New Delhi has a phalanx of experts observing the neighbours—Nepal-watchers, Bangladesh-watchers etc—and so the question, with all this ogling, why does India walk so regularly into the cross-border quicksand? One reason MEA-NSA-PMO get it wrong so often must be that the think-tanks and commentariat by and large form a fawning, ‘force-multiplying’ circle of applause.
For instance, there was uncompounded glee in the New Delhi papers last month when the outgoing government of PM Sher Bahadur Deuba cancelled a reservoir project (Budhi Gandaki) with China’s Gezhouba Group. But, utter silence prevailed a week later when another equally large project (West Seti) went to the China Three Gorges Corporation!
It comes off as all too synchronised. Rather than the robust course of challenging South Block when necessary, the commentators sing in harmony, following the line set by the authorities on neighbourhood relations. Which is why there’s no reason for surprise when New Delhi media editorials are read in Kathmandu as reflecting the official Indian position.
This is coupled with a head-in-the-sand attitude, as exemplified in a lead editorial of a New Delhi paper published on Tuesday after the victory of the Left alliance (CPN-UML and Maoist). The writer bemoaned Kathmandu’s China pivot, but failed to mention that this tilt was brought forward at least a decade by the economic blockade of 2016, which was also a key factor in the routing of the centrist Nepali Congress party in the elections. The best the editorialist could do was offer a contorted reference to “what was seen as India’s interference in internal Nepali politics when it seemingly imposed a blockade.” The writer further fretted at “the possibility of China supplying Nepal with petroleum products, which now come exclusively from India”. Meaning, how sad that New Delhi can no longer put on the squeeze.
Then this: “Given the lakhs of Nepalis who work in India, (Nepal) has a stake in maintaining good relations with New Delhi.” If it were not all so sloppy, that would be construed as blackmail.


Exercise aim - Restate the full set of records exactly, without adding or dropping a word.

Supplied data -

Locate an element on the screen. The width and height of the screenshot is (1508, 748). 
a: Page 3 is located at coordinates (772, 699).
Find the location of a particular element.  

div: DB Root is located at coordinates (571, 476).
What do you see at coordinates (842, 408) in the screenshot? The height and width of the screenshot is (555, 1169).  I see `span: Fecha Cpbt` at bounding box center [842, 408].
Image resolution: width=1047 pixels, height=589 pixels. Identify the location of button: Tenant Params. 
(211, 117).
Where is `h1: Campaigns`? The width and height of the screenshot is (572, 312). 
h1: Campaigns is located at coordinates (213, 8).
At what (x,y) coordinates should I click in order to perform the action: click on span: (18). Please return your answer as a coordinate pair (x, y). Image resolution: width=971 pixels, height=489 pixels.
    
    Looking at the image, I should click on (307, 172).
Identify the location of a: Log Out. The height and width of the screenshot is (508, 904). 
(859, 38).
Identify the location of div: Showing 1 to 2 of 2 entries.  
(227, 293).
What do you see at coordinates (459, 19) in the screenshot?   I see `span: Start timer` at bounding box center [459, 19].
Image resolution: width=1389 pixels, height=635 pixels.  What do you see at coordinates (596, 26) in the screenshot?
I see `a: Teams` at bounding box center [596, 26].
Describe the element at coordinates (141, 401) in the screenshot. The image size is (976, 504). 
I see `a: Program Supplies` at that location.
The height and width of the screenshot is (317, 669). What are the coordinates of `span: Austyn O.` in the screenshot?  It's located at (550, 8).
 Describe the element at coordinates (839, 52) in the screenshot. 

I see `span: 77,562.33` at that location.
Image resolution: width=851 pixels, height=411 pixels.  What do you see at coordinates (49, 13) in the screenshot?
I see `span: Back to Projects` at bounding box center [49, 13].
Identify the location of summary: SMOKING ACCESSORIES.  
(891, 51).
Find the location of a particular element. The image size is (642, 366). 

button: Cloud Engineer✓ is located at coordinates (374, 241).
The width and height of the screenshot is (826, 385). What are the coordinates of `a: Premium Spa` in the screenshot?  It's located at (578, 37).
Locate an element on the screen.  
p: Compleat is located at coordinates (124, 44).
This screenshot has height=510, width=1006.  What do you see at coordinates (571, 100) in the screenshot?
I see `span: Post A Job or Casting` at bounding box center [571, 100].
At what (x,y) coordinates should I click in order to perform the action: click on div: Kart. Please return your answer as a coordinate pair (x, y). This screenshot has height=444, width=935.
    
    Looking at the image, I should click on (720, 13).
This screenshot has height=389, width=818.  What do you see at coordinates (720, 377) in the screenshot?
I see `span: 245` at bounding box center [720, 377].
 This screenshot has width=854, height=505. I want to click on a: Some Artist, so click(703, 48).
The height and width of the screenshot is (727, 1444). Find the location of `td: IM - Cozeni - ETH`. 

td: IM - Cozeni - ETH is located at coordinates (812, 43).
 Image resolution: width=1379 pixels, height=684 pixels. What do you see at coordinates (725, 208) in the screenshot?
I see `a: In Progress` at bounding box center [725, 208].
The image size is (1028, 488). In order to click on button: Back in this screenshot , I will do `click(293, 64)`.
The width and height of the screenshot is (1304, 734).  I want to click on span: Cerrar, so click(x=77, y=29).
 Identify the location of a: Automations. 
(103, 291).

Completed exercise -
Locate an element on the screen. The width and height of the screenshot is (1508, 748). 
a: Page 3 is located at coordinates (772, 699).
Find the location of a particular element.  

div: DB Root is located at coordinates (571, 476).
What do you see at coordinates (842, 408) in the screenshot? The height and width of the screenshot is (555, 1169).  I see `span: Fecha Cpbt` at bounding box center [842, 408].
Image resolution: width=1047 pixels, height=589 pixels. Identify the location of button: Tenant Params. 
(211, 117).
Where is `h1: Campaigns`? The width and height of the screenshot is (572, 312). 
h1: Campaigns is located at coordinates (213, 8).
At what (x,y) coordinates should I click in order to perform the action: click on span: (18). Please return your answer as a coordinate pair (x, y). Image resolution: width=971 pixels, height=489 pixels.
    
    Looking at the image, I should click on (307, 172).
Identify the location of a: Log Out. The height and width of the screenshot is (508, 904). 
(859, 38).
Identify the location of div: Showing 1 to 2 of 2 entries.  
(227, 293).
What do you see at coordinates (459, 19) in the screenshot?   I see `span: Start timer` at bounding box center [459, 19].
Image resolution: width=1389 pixels, height=635 pixels.  What do you see at coordinates (596, 26) in the screenshot?
I see `a: Teams` at bounding box center [596, 26].
Describe the element at coordinates (141, 401) in the screenshot. The image size is (976, 504). 
I see `a: Program Supplies` at that location.
The height and width of the screenshot is (317, 669). What are the coordinates of `span: Austyn O.` in the screenshot?  It's located at (550, 8).
 Describe the element at coordinates (839, 52) in the screenshot. 

I see `span: 77,562.33` at that location.
Image resolution: width=851 pixels, height=411 pixels.  What do you see at coordinates (49, 13) in the screenshot?
I see `span: Back to Projects` at bounding box center [49, 13].
Identify the location of summary: SMOKING ACCESSORIES.  
(891, 51).
Find the location of a particular element. The image size is (642, 366). 

button: Cloud Engineer✓ is located at coordinates (374, 241).
The width and height of the screenshot is (826, 385). What are the coordinates of `a: Premium Spa` in the screenshot?  It's located at (578, 37).
Locate an element on the screen.  
p: Compleat is located at coordinates (124, 44).
This screenshot has height=510, width=1006.  What do you see at coordinates (571, 100) in the screenshot?
I see `span: Post A Job or Casting` at bounding box center [571, 100].
At what (x,y) coordinates should I click in order to perform the action: click on div: Kart. Please return your answer as a coordinate pair (x, y). This screenshot has height=444, width=935.
    
    Looking at the image, I should click on (720, 13).
This screenshot has height=389, width=818.  What do you see at coordinates (720, 377) in the screenshot?
I see `span: 245` at bounding box center [720, 377].
 This screenshot has width=854, height=505. I want to click on a: Some Artist, so click(703, 48).
The height and width of the screenshot is (727, 1444). Find the location of `td: IM - Cozeni - ETH`. 

td: IM - Cozeni - ETH is located at coordinates (812, 43).
 Image resolution: width=1379 pixels, height=684 pixels. What do you see at coordinates (725, 208) in the screenshot?
I see `a: In Progress` at bounding box center [725, 208].
The image size is (1028, 488). In order to click on button: Back in this screenshot , I will do `click(293, 64)`.
The width and height of the screenshot is (1304, 734).  I want to click on span: Cerrar, so click(x=77, y=29).
 Identify the location of a: Automations. 
(103, 291).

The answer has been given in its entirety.